Now, to make the toasts available to your frontend, add them to the Inertia shared data in HandleInertiaRequests middleware:

HandleInertiaRequests.php
<?php

namespace App\Http\Middleware;

use Inertia\Middleware;

class HandleInertiaRequests extends Middleware
{
    public function share(Request $request)
    {
        return array_merge(parent::share($request), [
            'flash' => fn () => [
                'toasts'=> $request->session()->get('toasts'),
            ],
            // ...
        ]);
    }
}

And finally, build your ToastNotifications Vue component:

ToastNotifications.vue
<script setup>
import { BellAlertIcon, BellSlashIcon } from '@heroicons/vue/24/outline'
import { useToasts } from '@/Composables/ToastNotifications'

const { toasts, toastAgain, reToasted } = useToasts()
</script>

<template>
    <div>
        <button
            v-if="toasts"
            class="flex h-10 w-10 items-center justify-center rounded-full bg-gray-100 hover:bg-gray-800 hover:text-white dark:bg-gray-700 dark:text-gray-300 dark:hover:bg-gray-600 dark:hover:text-white"
            :class="{ 'animate-pulse': !reToasted }"
            @click="toastAgain()"
        >
            <component :is="reToasted ? 'BellSlashIcon' : 'BellAlertIcon'" class="h-5 w-5" />
        </button>
    </div>
</template>

You don't need to get that fancy and could also just load the toasts somewhere else without an extra Vue component, or at least without the <template> part. But this component provides you the following:

  • Shows nothing when there is no toast message
  • Shows you a nice BellAlertIcon button when there are any toasts available (open or already closed but still on the same page)
  • You can click on the bell-alert icon to re-open the previous messages again.
  • When toasts are re-opened, they are not auto-closed (see sticky flag in ToastNotifications.js function fireToast()), but for easy closing of all toasts, you can just click on the bell-slash icon instead of closing each toast message individually.
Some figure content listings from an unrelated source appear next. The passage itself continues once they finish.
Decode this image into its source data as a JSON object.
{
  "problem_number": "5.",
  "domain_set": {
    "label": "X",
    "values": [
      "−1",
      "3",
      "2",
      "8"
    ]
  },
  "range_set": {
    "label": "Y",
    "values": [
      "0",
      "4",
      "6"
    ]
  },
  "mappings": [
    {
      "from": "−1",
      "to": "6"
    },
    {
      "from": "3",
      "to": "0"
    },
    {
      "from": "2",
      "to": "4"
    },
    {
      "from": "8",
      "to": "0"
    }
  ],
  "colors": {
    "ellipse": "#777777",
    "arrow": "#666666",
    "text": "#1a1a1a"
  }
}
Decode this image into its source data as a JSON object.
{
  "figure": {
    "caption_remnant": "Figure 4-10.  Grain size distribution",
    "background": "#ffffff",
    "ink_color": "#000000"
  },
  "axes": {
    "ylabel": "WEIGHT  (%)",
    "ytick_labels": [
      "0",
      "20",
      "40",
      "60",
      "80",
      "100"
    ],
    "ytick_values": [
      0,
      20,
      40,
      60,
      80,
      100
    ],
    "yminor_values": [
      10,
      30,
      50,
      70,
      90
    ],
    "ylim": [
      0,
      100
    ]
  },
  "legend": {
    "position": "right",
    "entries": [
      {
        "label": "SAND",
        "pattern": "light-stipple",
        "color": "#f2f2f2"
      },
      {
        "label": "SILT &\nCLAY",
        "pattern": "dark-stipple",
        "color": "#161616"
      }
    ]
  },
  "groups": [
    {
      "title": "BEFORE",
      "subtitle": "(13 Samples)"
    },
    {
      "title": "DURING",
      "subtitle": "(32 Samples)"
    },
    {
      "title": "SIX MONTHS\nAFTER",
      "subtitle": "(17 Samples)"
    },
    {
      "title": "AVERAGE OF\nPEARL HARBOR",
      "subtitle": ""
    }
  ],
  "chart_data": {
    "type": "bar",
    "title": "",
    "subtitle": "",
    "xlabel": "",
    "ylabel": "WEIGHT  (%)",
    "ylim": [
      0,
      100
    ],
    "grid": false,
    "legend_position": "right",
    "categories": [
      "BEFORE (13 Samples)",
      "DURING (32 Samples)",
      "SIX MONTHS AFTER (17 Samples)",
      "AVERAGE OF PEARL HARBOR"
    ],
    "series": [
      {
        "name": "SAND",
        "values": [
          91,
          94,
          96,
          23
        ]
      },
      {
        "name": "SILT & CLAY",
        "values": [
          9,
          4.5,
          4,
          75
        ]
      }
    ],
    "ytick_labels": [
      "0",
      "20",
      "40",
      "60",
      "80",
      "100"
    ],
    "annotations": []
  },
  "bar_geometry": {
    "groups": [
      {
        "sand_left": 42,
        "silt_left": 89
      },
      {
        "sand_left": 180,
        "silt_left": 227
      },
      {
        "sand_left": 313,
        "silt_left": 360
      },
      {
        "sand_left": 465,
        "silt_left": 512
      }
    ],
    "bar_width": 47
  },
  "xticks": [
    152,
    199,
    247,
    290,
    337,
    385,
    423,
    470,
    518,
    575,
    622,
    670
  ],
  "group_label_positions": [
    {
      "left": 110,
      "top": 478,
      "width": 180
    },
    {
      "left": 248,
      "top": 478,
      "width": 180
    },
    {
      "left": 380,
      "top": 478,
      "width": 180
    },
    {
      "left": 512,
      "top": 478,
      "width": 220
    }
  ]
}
Just put this component into your app header or main layout:

<template>
    <!-- ... -->
    <ToastNotifications />

done. 🎉

Oh, and in case you're missing some import statements in my Vue code, I love on-demand component auto-importing with unplugin-vue-components!

Usage in your Controllers

In your backend controllers, you can now simply use:

toast_success('User successfully updated!');

Or how about extending the RedirectResponse in your AppServiceProvider.php?:

AppServiceProvider.php
class AppServiceProvider extends ServiceProvider
{
    // ...
    private function registerMacros()
    {
        RedirectResponse::macro(
            'withSuccess',
            fn (string $message) => toast(ToastType::SUCCESS, $message, $this)
        );

        RedirectResponse::macro(
            'withError',
            fn (string $message) => toast(ToastType::ERROR, $message, $this)
        );
    }

Like this, you could just append the message to the redirect response:

    public function update(UpdateCustomerRequest $request, Customer $customer)
    {
        $customer->update($request->validated());
        return back()->withSuccess('The customer was fully pimped.');
    }

I wish you a perfectly toasted 🍞 slice of bread that never falls on the wrong side! If it does, just put a ! in front.